A half-dozen college students attended the meeting to question red-tagging. Sarah Morris asked why party-goers should be identified with a bright red sign, but thieves or murderers are not.

Larry Zink, who lives in University Place, asked the college students why they were “defending the jerks” — people who “obviously don’t give a damn about their neighbors.”

Others worried about the effect red tags would have on real estate — fearing they would be big red lights to good tenants or potential home buyers.
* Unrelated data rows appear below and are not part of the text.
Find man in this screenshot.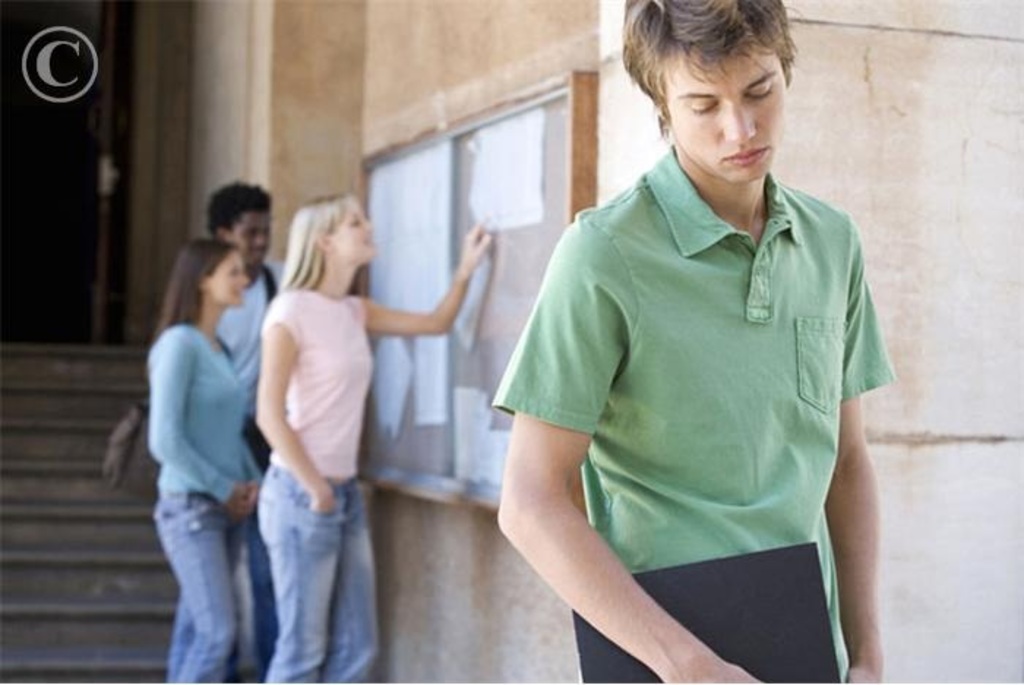
The bounding box for man is 458,0,898,675.
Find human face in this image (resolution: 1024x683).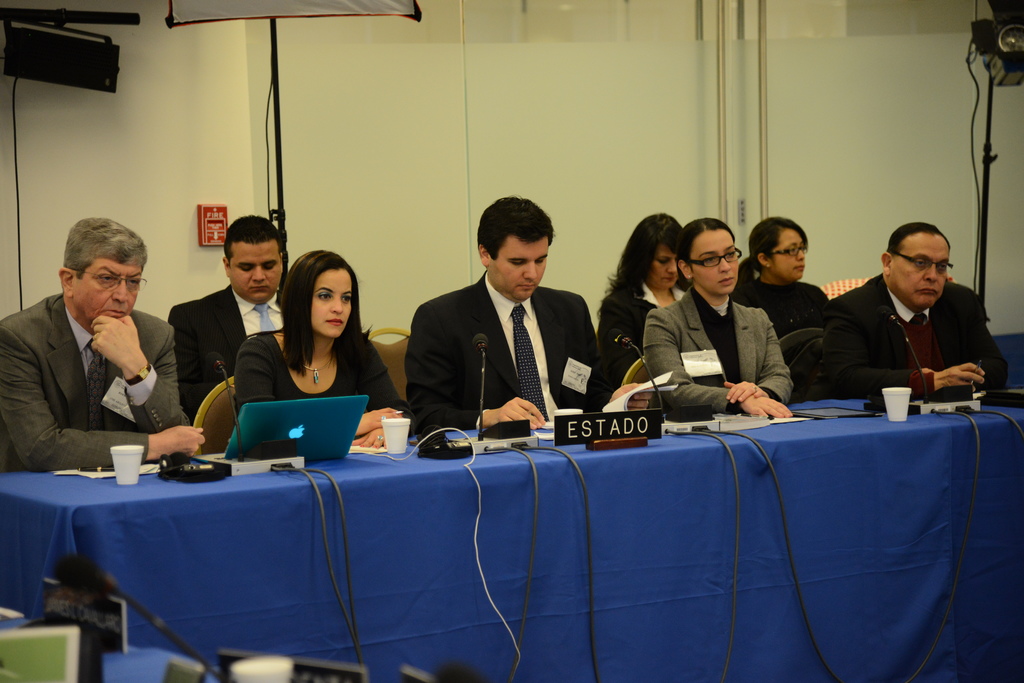
box(886, 241, 957, 304).
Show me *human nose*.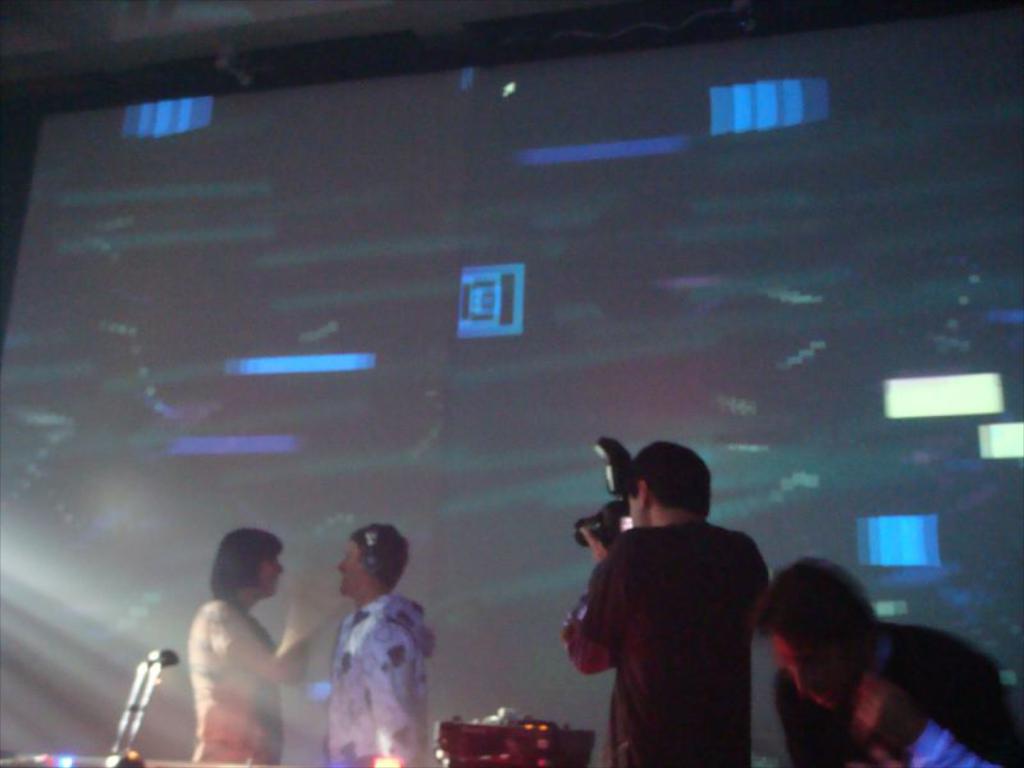
*human nose* is here: {"x1": 337, "y1": 554, "x2": 348, "y2": 568}.
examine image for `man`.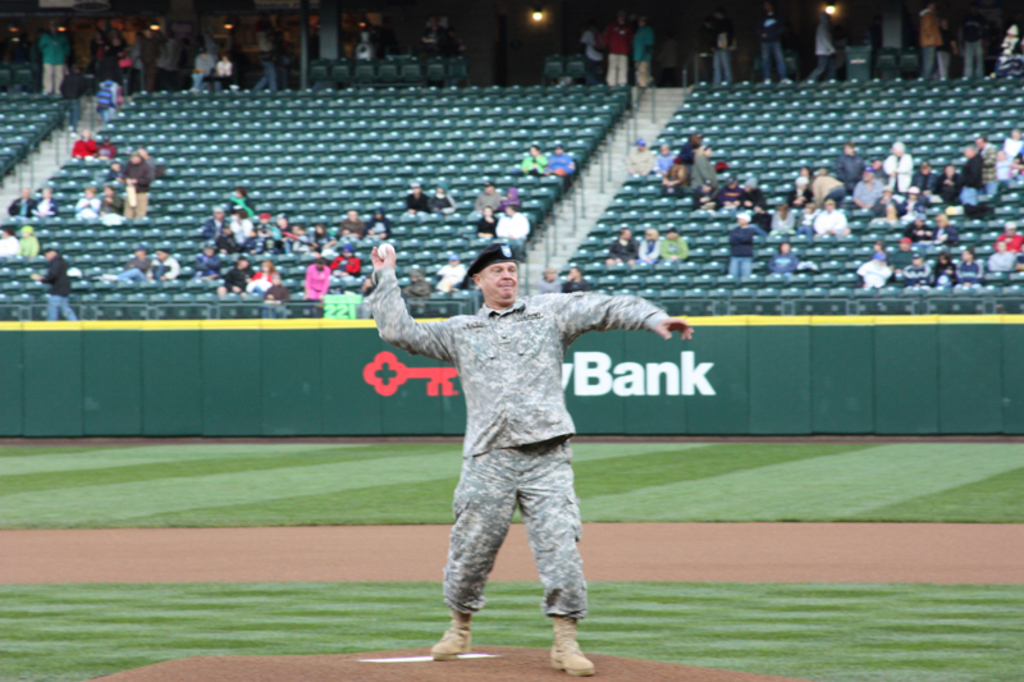
Examination result: box(956, 247, 986, 282).
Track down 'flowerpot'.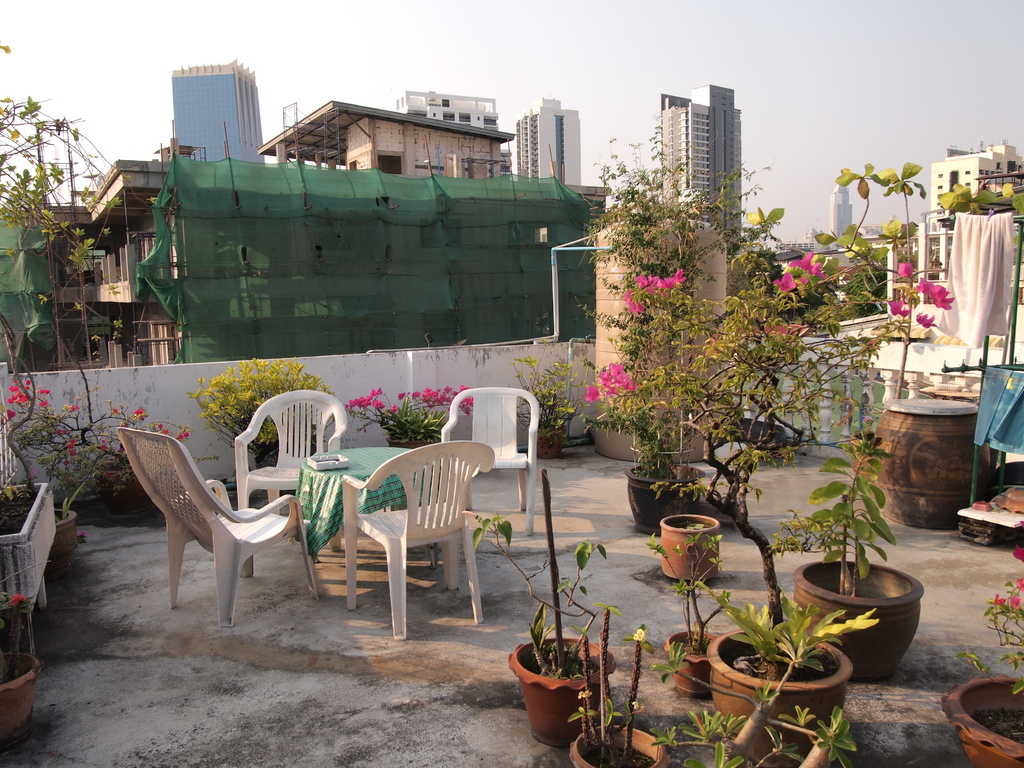
Tracked to 625 461 703 533.
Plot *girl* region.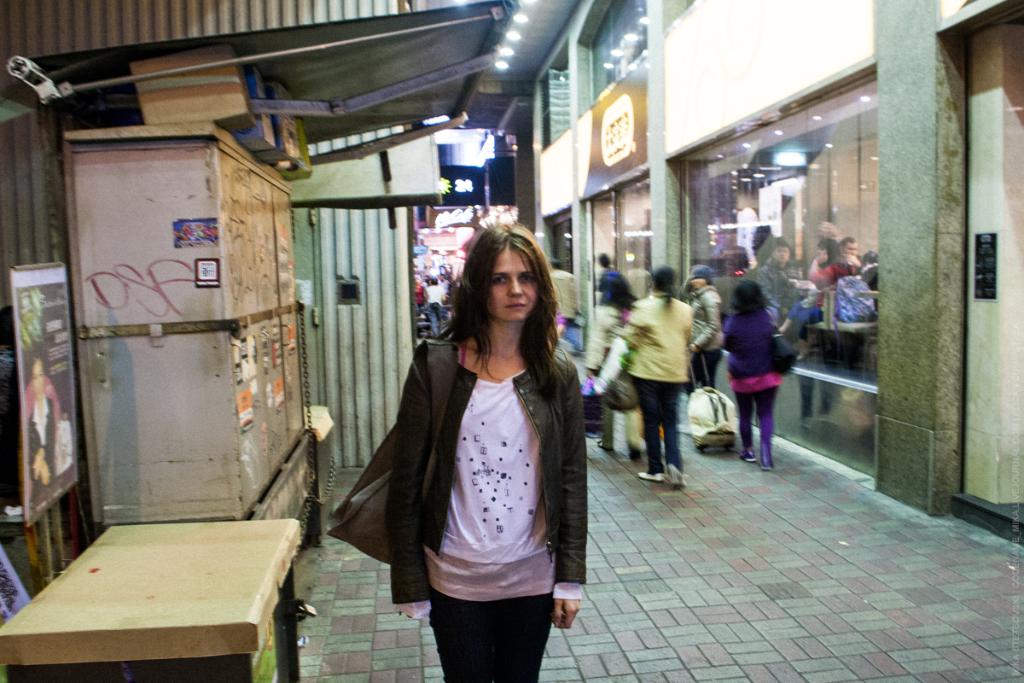
Plotted at locate(720, 283, 789, 464).
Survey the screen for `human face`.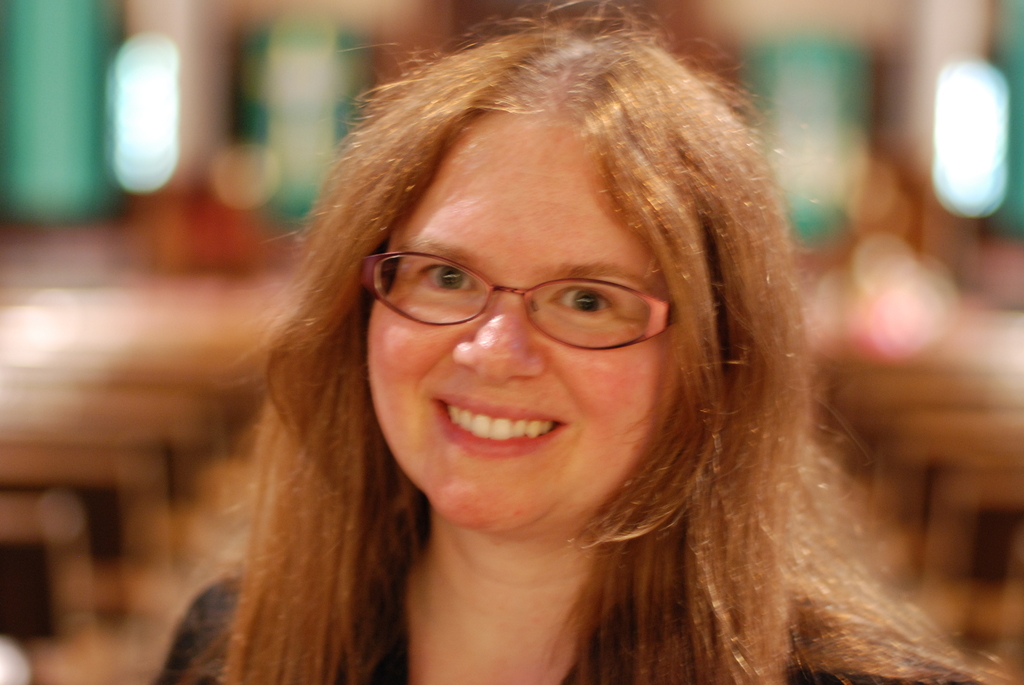
Survey found: 369 121 678 533.
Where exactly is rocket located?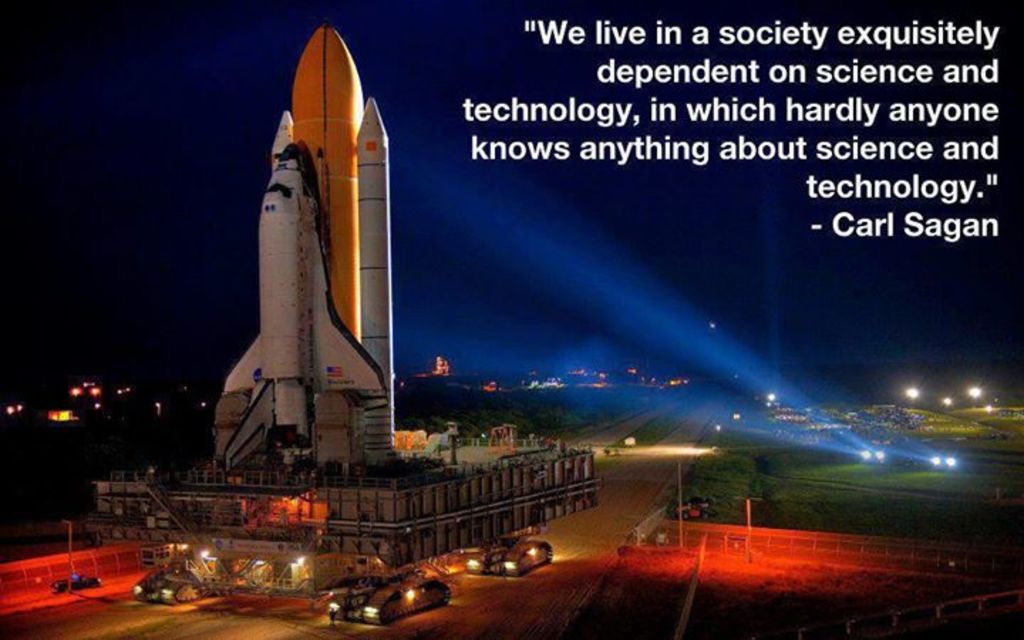
Its bounding box is detection(361, 97, 388, 457).
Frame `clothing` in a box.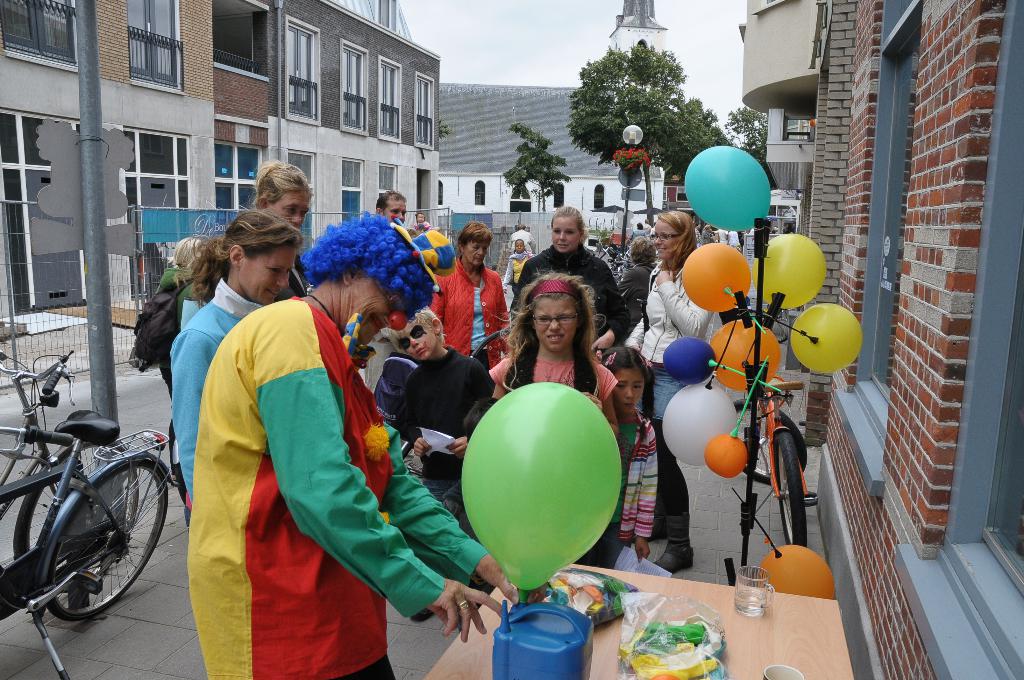
BBox(515, 245, 621, 342).
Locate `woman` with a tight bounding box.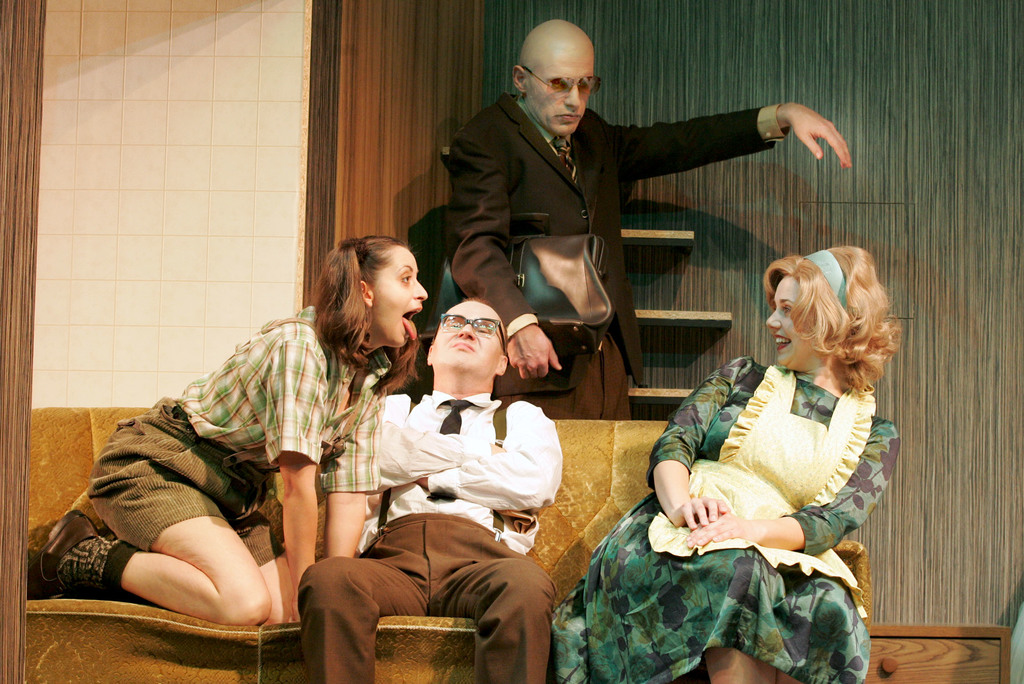
x1=24, y1=232, x2=426, y2=627.
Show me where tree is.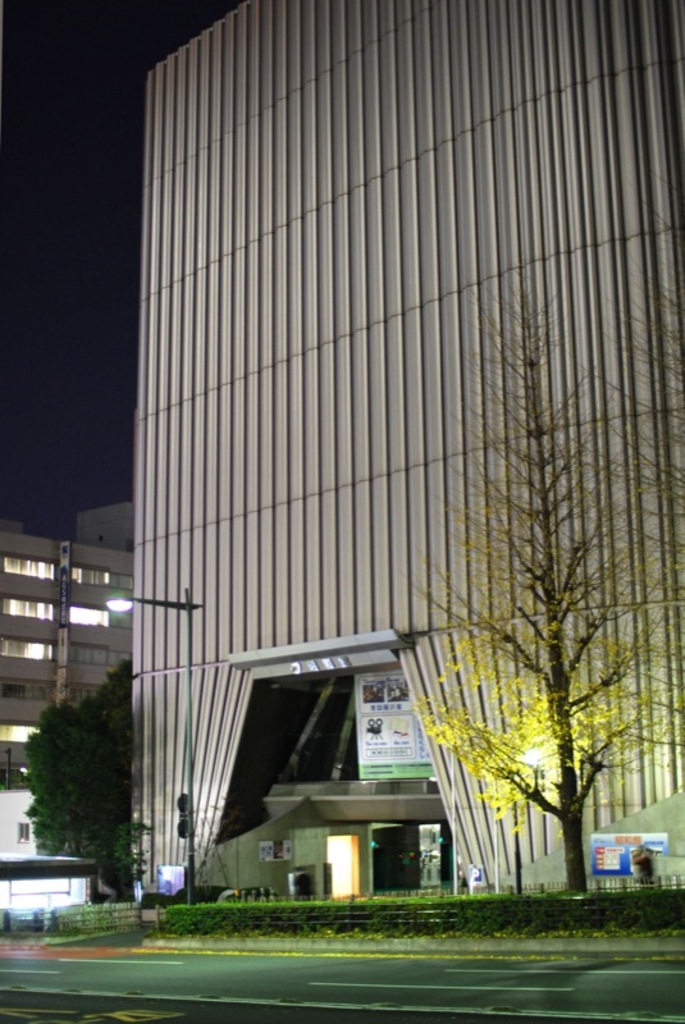
tree is at [left=556, top=242, right=684, bottom=777].
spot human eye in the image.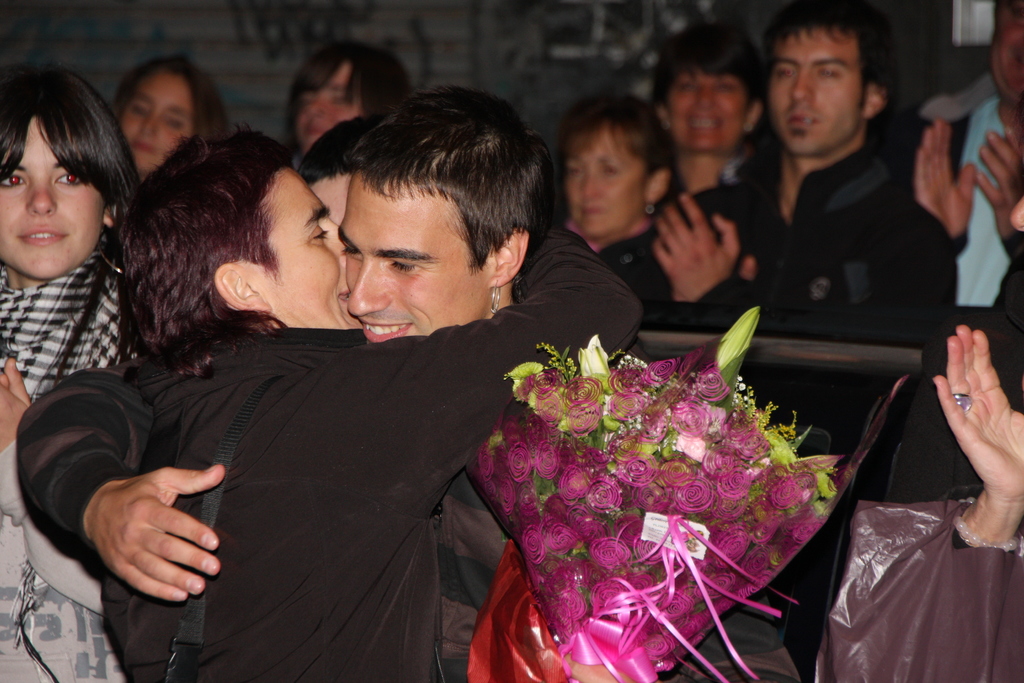
human eye found at pyautogui.locateOnScreen(816, 68, 842, 78).
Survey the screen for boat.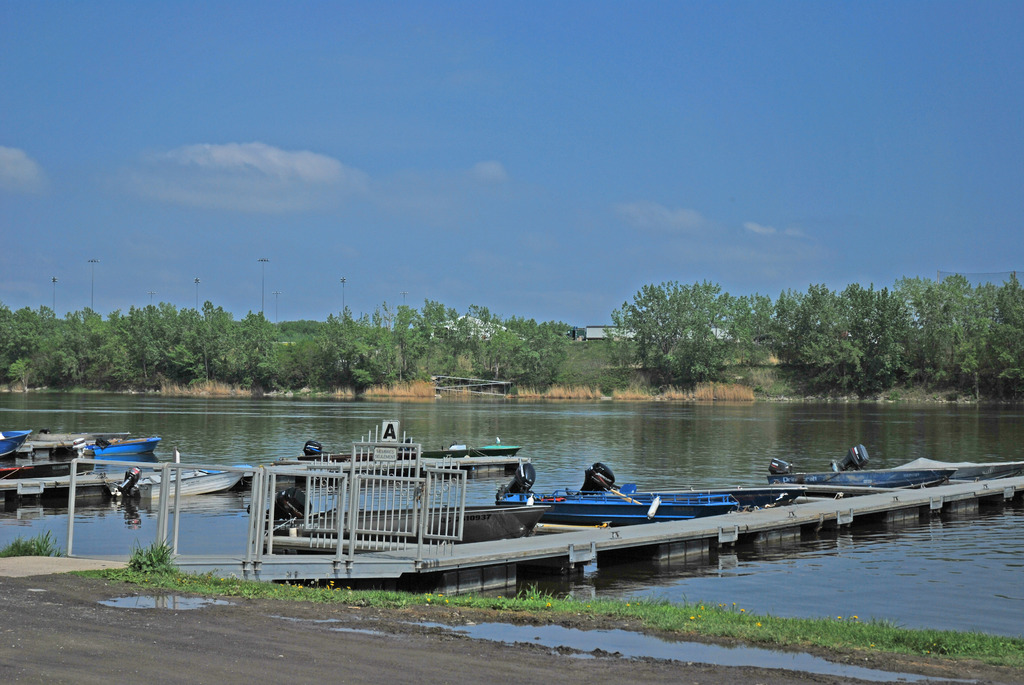
Survey found: 0:468:128:514.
The signs would label the house, block and neighborhood, they said.

“I would have no problem if the students were wearing the red tags,” one woman said.

Residents of neighborhoods that have party problems were more supportive of the concept, expressing years of frustration with the continual turnover of college and other young adults who they said aren’t good neighbors.

People such as Vera Mae Lutz, who volunteered on a committee weekly for a year to try to eradicate these problems, don’t think it helped much.

“How much longer can we talk?” she asked the students.

 One resident said the police party patrol initially was effective but seems to have slackened recently.

Whether the city goes forward with red-tagging won’t make a whole lot of difference to Caudill, the man who initiated the discussion. He’s grown so frustrated with the college neighborhood that he plans to move in the fall.

He said he’s already sold half the 10 condos he owns in the heart of North Bottoms.

He said two encounters with police — who rebuked him for calling the police so frequently — were the last straw.